Eeeeuuuuwwww. I’ll take the fishy dog, thank you very much. Oh, doesn’t an April JUST for poetry. Doesn’t that sound amazing?
Laura, I love your dog being a dog poem. “her rottening pleasure” is a great phrase!
Linda, your poem is so sweet. Love the warm doggy feelings in it!
Here’s my attempt. I appreciated all the positive words, so I tried to write about a shift in attitude.
Shift
Step smartly
Spur strongly
Push love
Plant heart
Today
You will ache
yet sing
Oh, lovely, Denise! This is such an urgent anthem, but loving, too. I really feel this one. That ache makes it feel not cliche‑y, and deeply true.
Coming in late after a busy day! Love the dog poems… rottening pleasure!! Always a giggle!
Oops… anonymous is Diane ( hit submit by accident)
To continue, Denise and I had a similar thought to go with the word Shift.
Shift
Hostile
Disgusting, rotten
Push to heart ache
Friendly
Pleasing, rosy
Spur to love
Thanks, Diane–I’m sometimes accidentally anonymous, too :>) What a lovely shift this is.
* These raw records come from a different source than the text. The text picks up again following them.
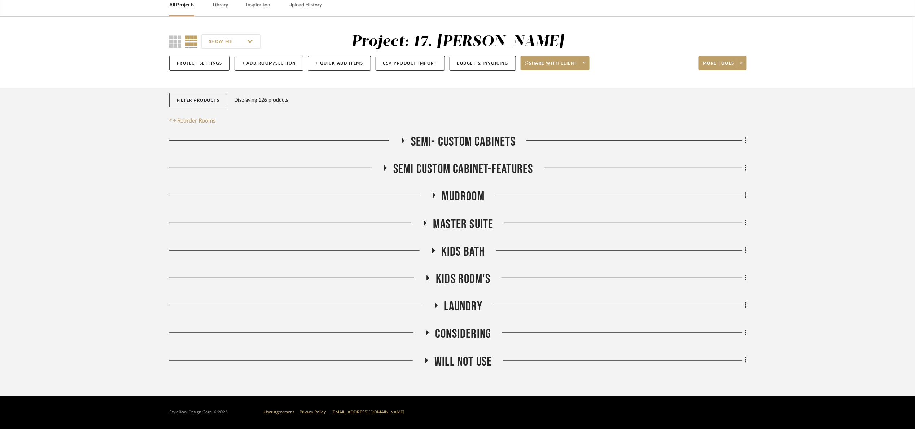 The height and width of the screenshot is (429, 915). Describe the element at coordinates (463, 307) in the screenshot. I see `span: Laundry` at that location.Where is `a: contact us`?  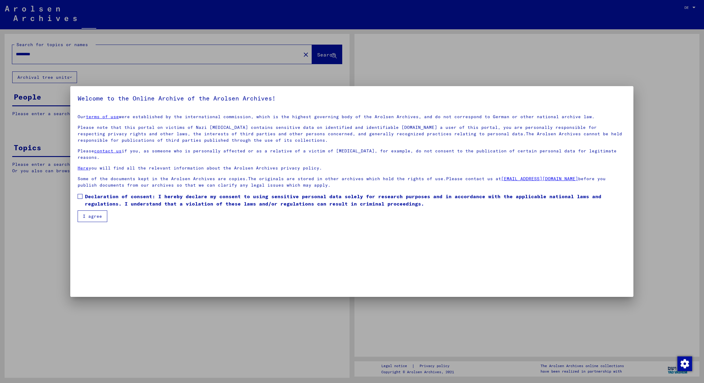
a: contact us is located at coordinates (108, 151).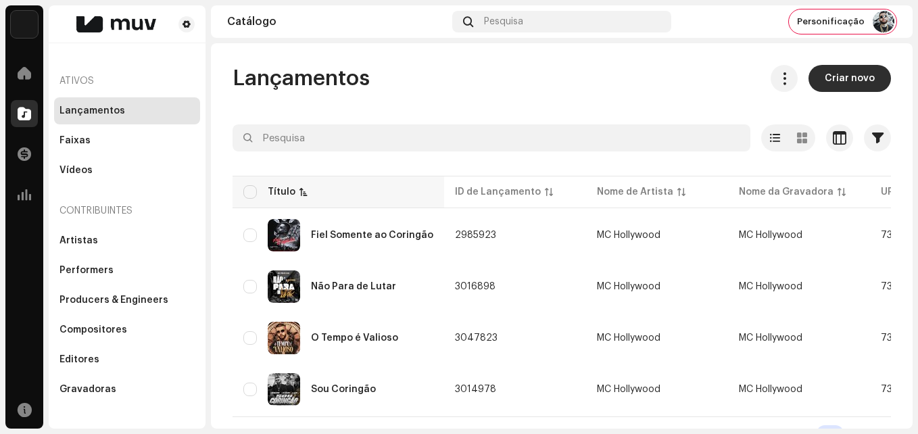  I want to click on div: Lançamentos, so click(92, 111).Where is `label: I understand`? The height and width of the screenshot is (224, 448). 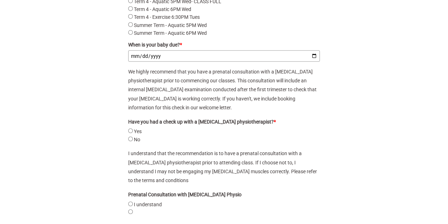
label: I understand is located at coordinates (148, 204).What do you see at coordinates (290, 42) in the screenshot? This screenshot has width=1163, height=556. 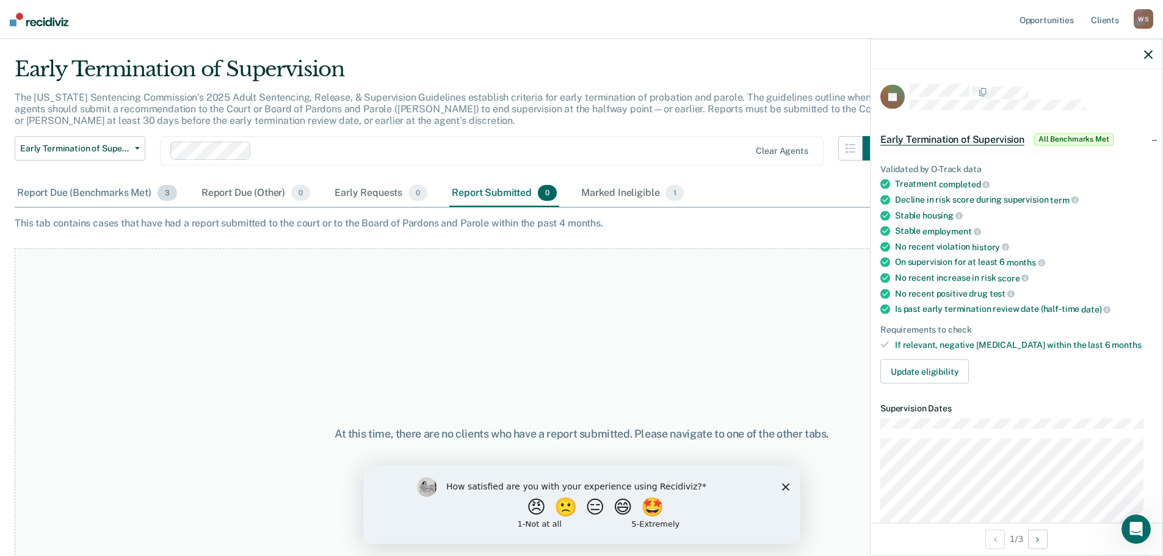 I see `button: 5` at bounding box center [290, 42]. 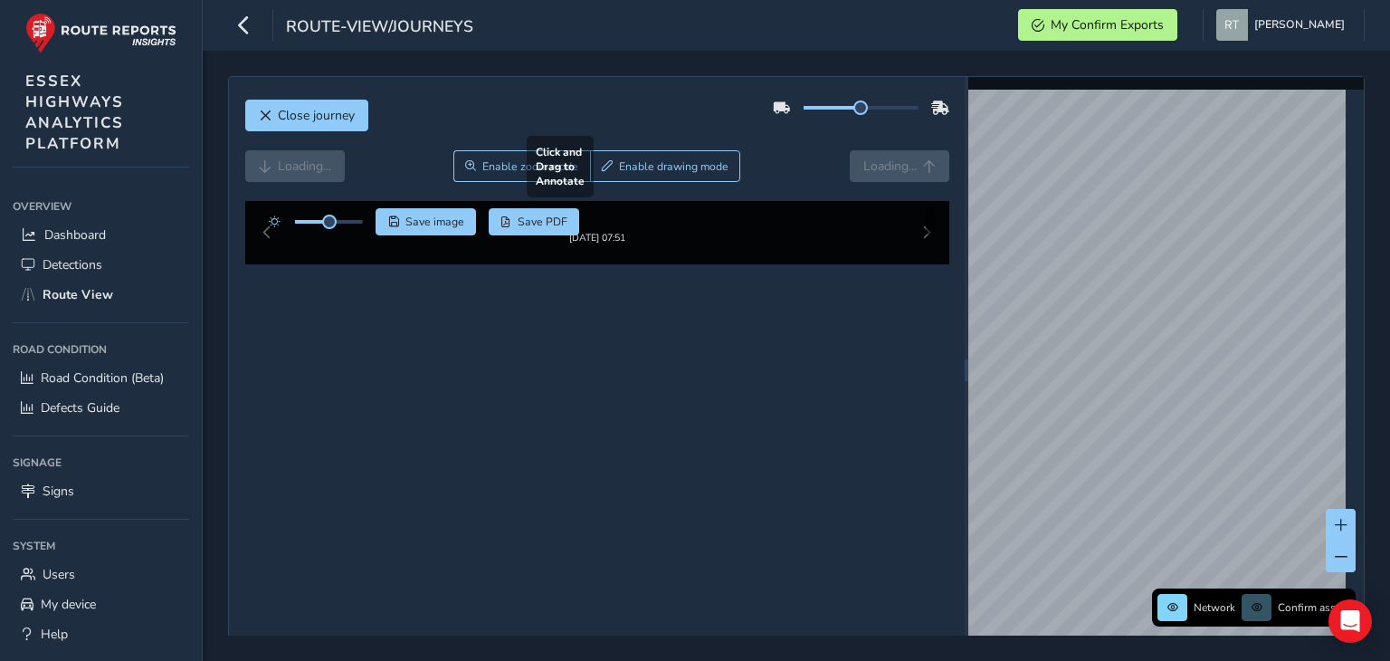 What do you see at coordinates (1232, 24) in the screenshot?
I see `img: diamond-layout` at bounding box center [1232, 24].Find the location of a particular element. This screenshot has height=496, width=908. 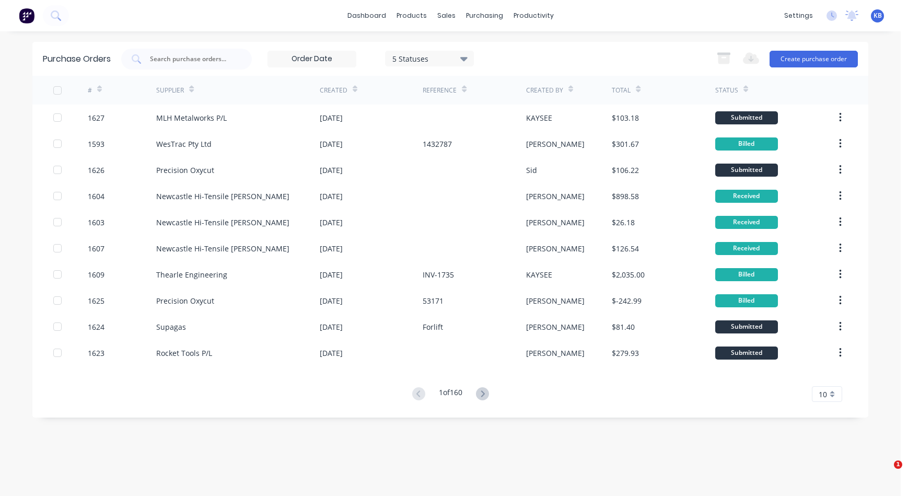

div: settings is located at coordinates (798, 16).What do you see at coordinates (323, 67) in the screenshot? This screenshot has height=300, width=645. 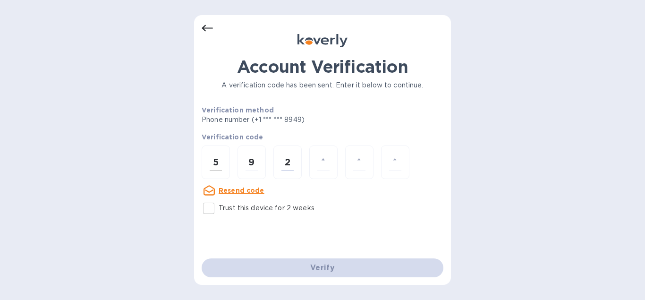 I see `h1: Account Verification` at bounding box center [323, 67]. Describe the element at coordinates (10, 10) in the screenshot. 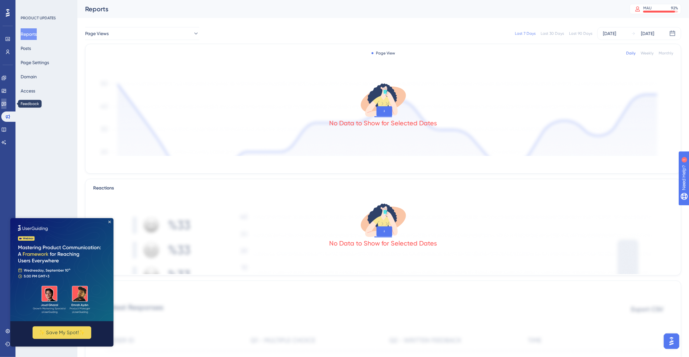

I see `img: launcher-image-alternative-text` at that location.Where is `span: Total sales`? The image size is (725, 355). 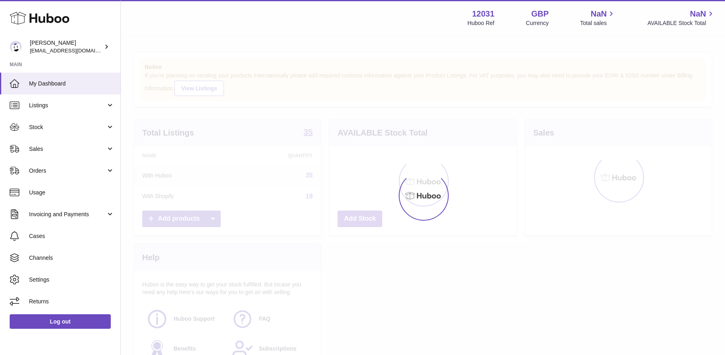 span: Total sales is located at coordinates (598, 23).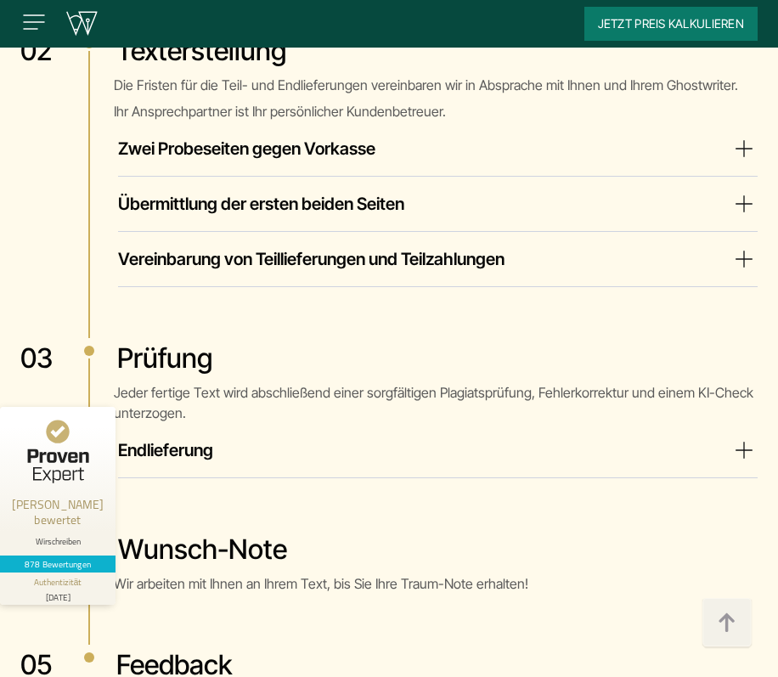 Image resolution: width=778 pixels, height=677 pixels. What do you see at coordinates (437, 204) in the screenshot?
I see `summary: Übermittlung der ersten beiden Seiten` at bounding box center [437, 204].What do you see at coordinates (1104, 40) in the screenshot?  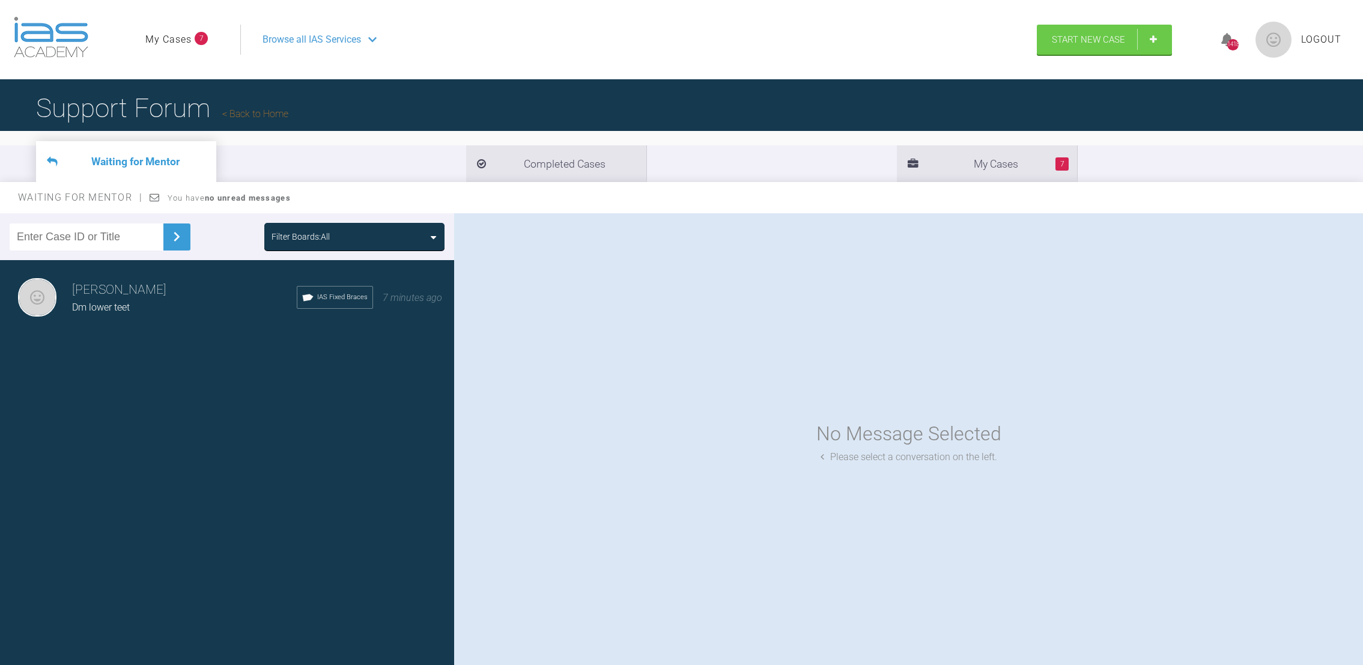 I see `a: Start New Case` at bounding box center [1104, 40].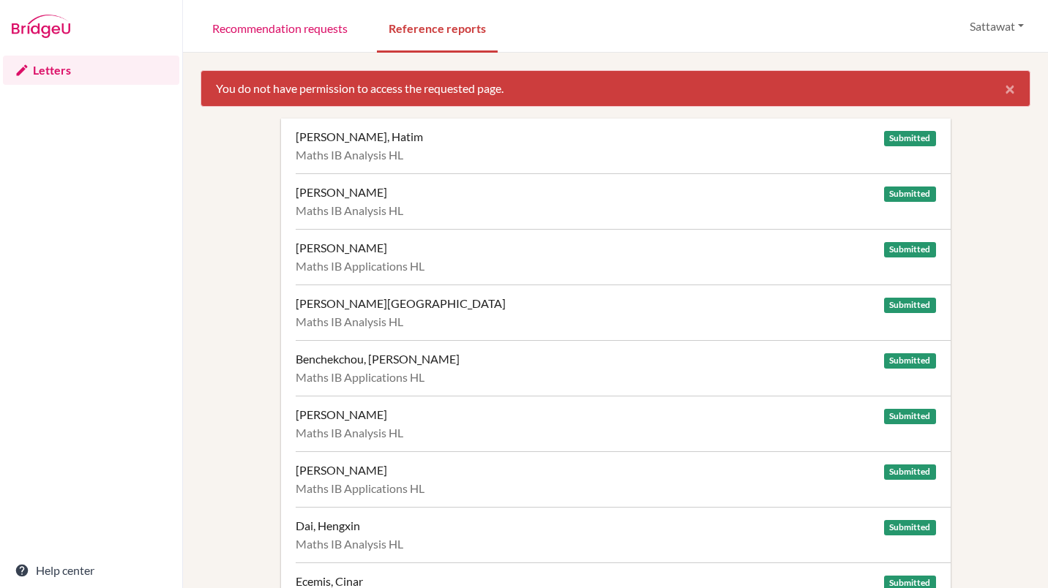 The height and width of the screenshot is (588, 1048). I want to click on a: Recommendation requests, so click(279, 27).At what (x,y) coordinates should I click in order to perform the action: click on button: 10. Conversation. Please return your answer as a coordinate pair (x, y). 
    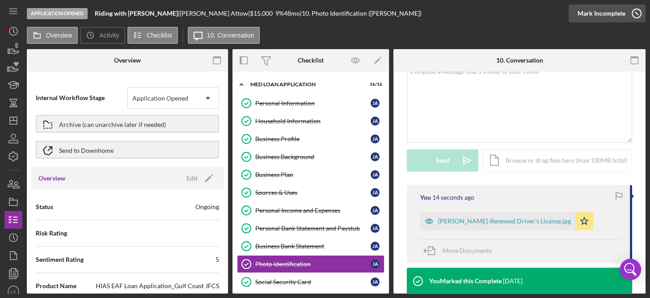
    Looking at the image, I should click on (224, 35).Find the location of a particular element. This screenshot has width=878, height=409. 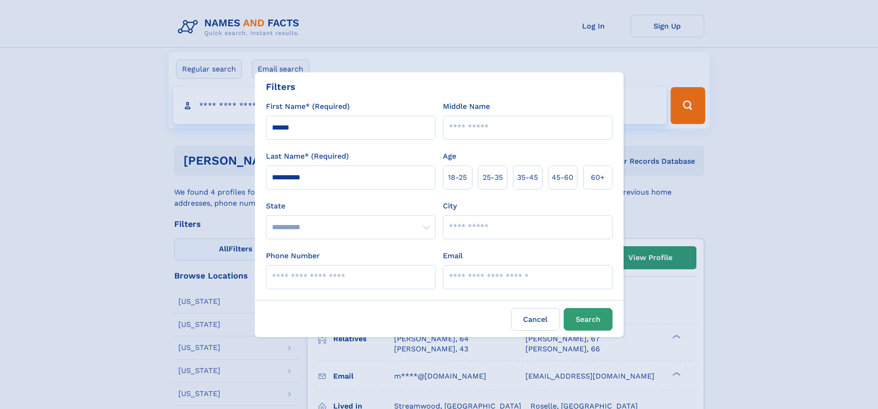

span: 60+ is located at coordinates (598, 177). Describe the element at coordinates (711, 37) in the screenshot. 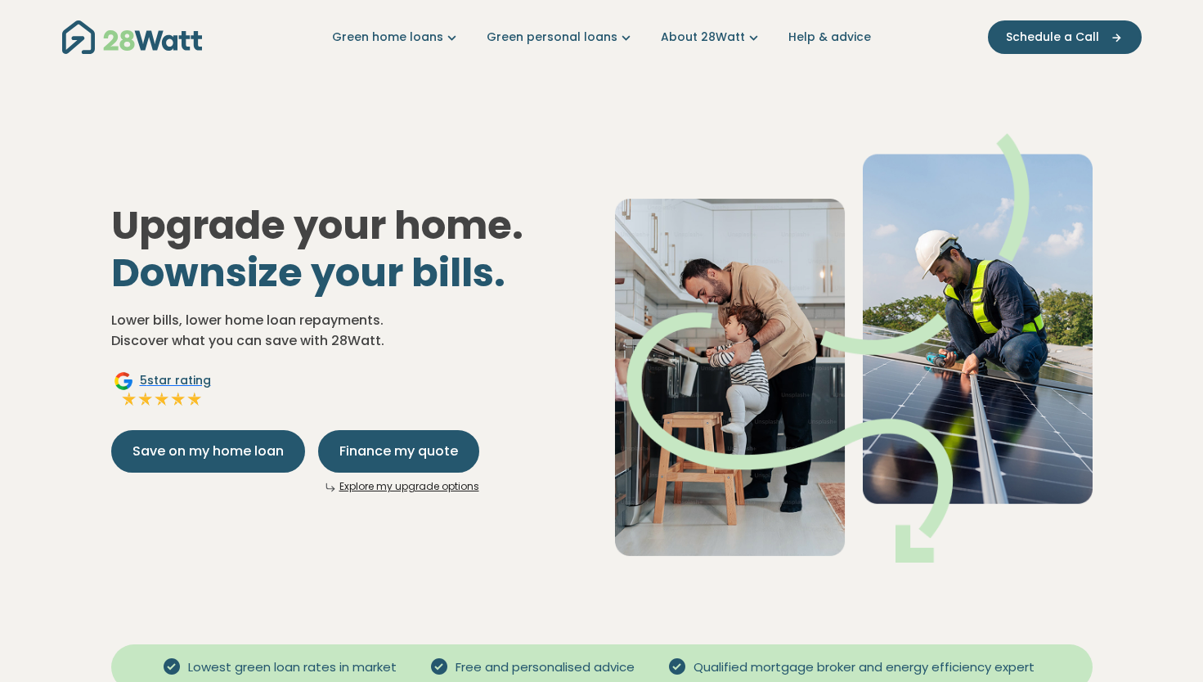

I see `a: About 28Watt` at that location.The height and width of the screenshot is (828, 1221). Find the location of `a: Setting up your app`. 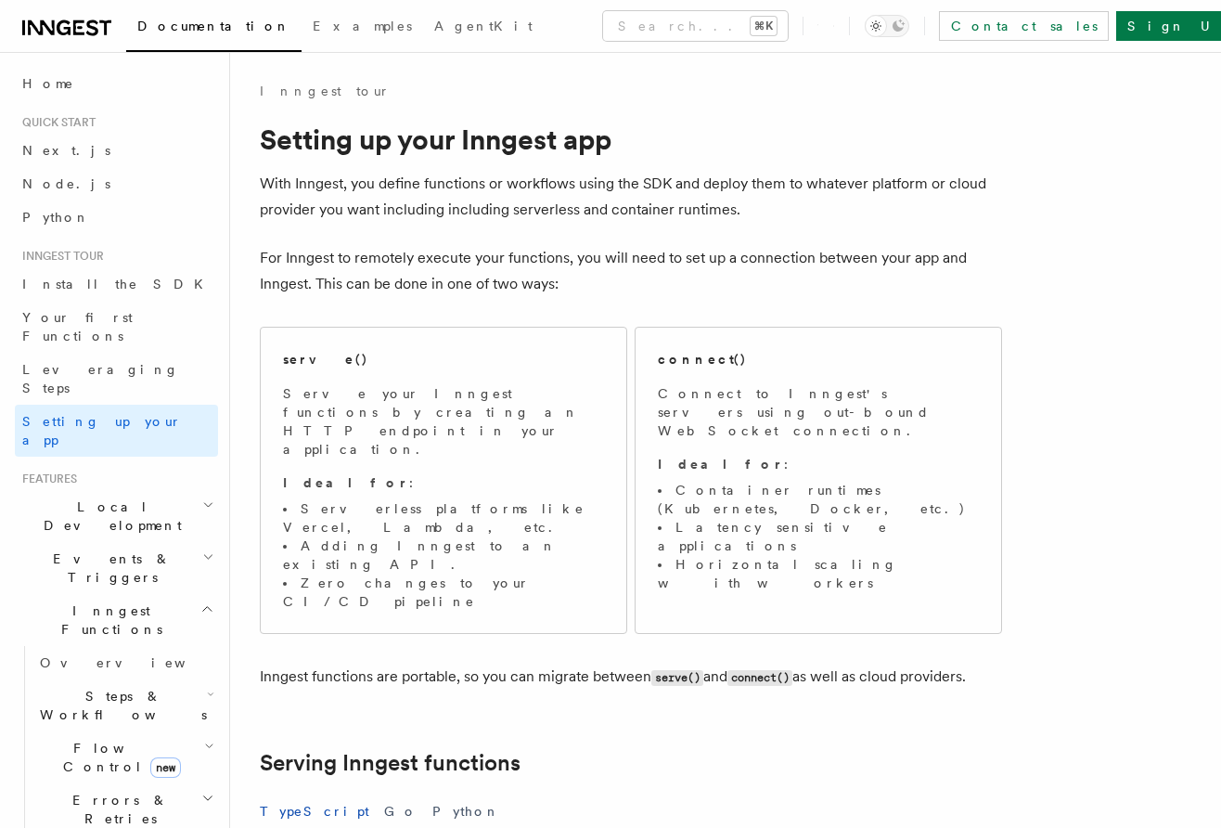

a: Setting up your app is located at coordinates (116, 430).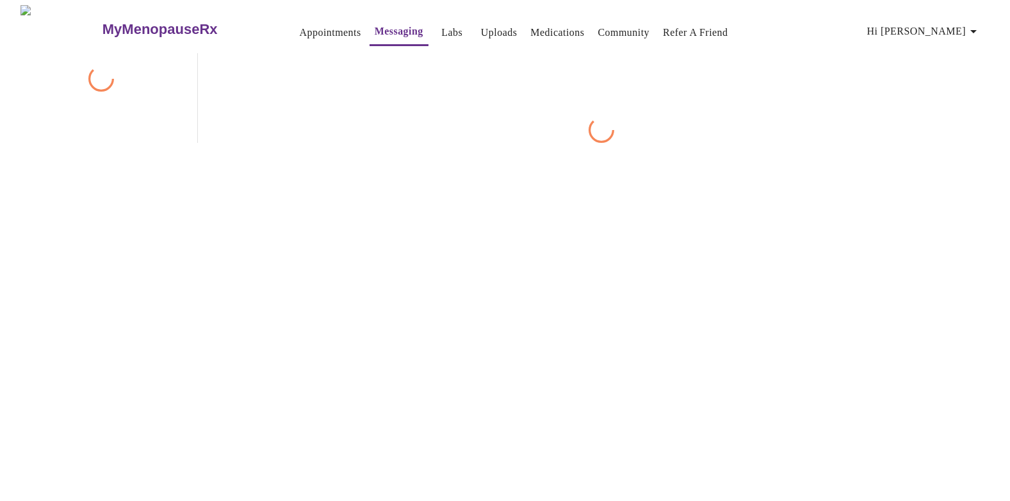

It feels a bit like the heart of a diamante poem. Thanks for playing.
I love the change in the middle of your poem with “push to heart ache”
The many dichotomies lent themselves to self-improvement as well as our lovable four-legged messes.
Shift
disgust shift love
hostile step play
howl spur giggle
rotten peel rose
ache push strong
dig plant pleasure
crunch correct create
Thank you for playing, Juliana! I love the structure of this and the tumbling feel of these three-word lines.
Juliana, I love the sound of “crunch correct create”, especially that it ends with create.
The three word lines work so well, especially with action in the middle of each one.